Gothard on the telephone yesterday, as a matter of fact."
"Oh. Did he ask you about a letter, too?"
"Yes."
"And tell you about the paper?"
"Paper?"
"The notes he took about what Daddy said before he died."
"Ah, yes. Of course he did not tell me what had been said. This"—with a sudden, dry primness—"was on the telephone."
"I wanted to ask you about that, too. Most of it Herr Gothard and I couldn't make out at all, but there is one reference to you, which we thought you'd be able to clear up for us. I made a copy for you. Here."
He took the paper and read it swiftly, glanced briefly up at me, went through it again slowly, and then a third time. Finally he laid it on the desk. He leaned back in his chair, with his hands flat on the blotter.
"Well. Yes. I see."
"It's nonsense to you as well?"
"Pretty much, I'm afraid. But I think I can explain the reference to me. The tenants of the Court have a set of keys, but not a complete one. Certain keys were detached from that set, and are in my keeping. I have, for instance, the strong room key, and the one to the old muniment chest in the Great Hall, and—yes, the small wall safe in the master bedroom, and also the key that opens the locked cases in the library."
"Have
you?" Here, at last, was a fragment that might make sense, though I was still far from knowing what sort.
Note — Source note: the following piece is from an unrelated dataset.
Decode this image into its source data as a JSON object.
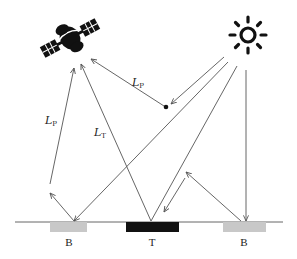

The locked cases in the library at Ashley housed William Ashley's collection of Shakespeariana, and his own mercifully slim volume of verses, along with the distinctly curious (in the book-trade sense of the word) collection made by William's son, the scapegrace Nick Ashley. The grilles had been fixed after my father had found Emory and James, at the age of twelve, happily conning one of Nick's tomes called
Erotica Curiosa,
fortunately in Latin, but with illustrations. Within a few days it was behind bars, along with the rest of Nick's additions to the library, and those of William Ashley's Shakespeare books that we imagined might be valuable, and a few other odd volumes, mostly in Latin. I remember how Emory worked at his Latin for a whole term, till he found he would never get near the keys anyway, so he went back to normal.
"The wall safe's empty, I know that," I said. "Do you know what's in the strong-room nowadays?"
"There's very little. Only what's left of the eighteenth-century silver, and one or two small things. I believe there are some pieces of your mother's which are to be yours."
"Those, yes, I know about them. Nothing else? No papers, letters, maps?"
"Not that I recollect. No, I'm sure there aren't. All the Ashley papers are lodged with us. That goes for the muniment chest, too. There's nothing there now but spare blankets and the old stable books and various other oddments. Oh, and a dozen or so volumes of Emma Ashley's diaries." He added, drily: "A voluble lady. She was James Christian's mother, wasn't she?"
"She was. Is that where the diaries are? They used to be in the locked section of the library, along with the other family books, but heaven knows
they
never needed to be locked away from anyone. She was a very good woman, and a fearful bore. I think she spent her whole life trying to expiate poor Wicked Nick's sins." I thought for a moment. All the rest of the family books were presumably still in the locked cases, and by the terms of the trust they would go with the house. Most of the valuable books that did not come under those terms had already been sold. Perhaps it would not be such a formidable job after all. "Do I need Cousin Howard's permission to look around in there?"
"No."
"Then—" I stopped and sat up. "I've just remembered something."
"What is it?"
I said slowly, thinking back, "I think Daddy was going through the books in that section not long before we went to Bavaria. I remember seeing a stack of leatherbound books on one of the library tables. He'd been dressing the bindings. He'd done that with other valuable books from time to time, so I thought nothing of it. He took one or two of them home, too, to the cottage. Perhaps he found something about the family, or even about the trust, that he thought we ought to know."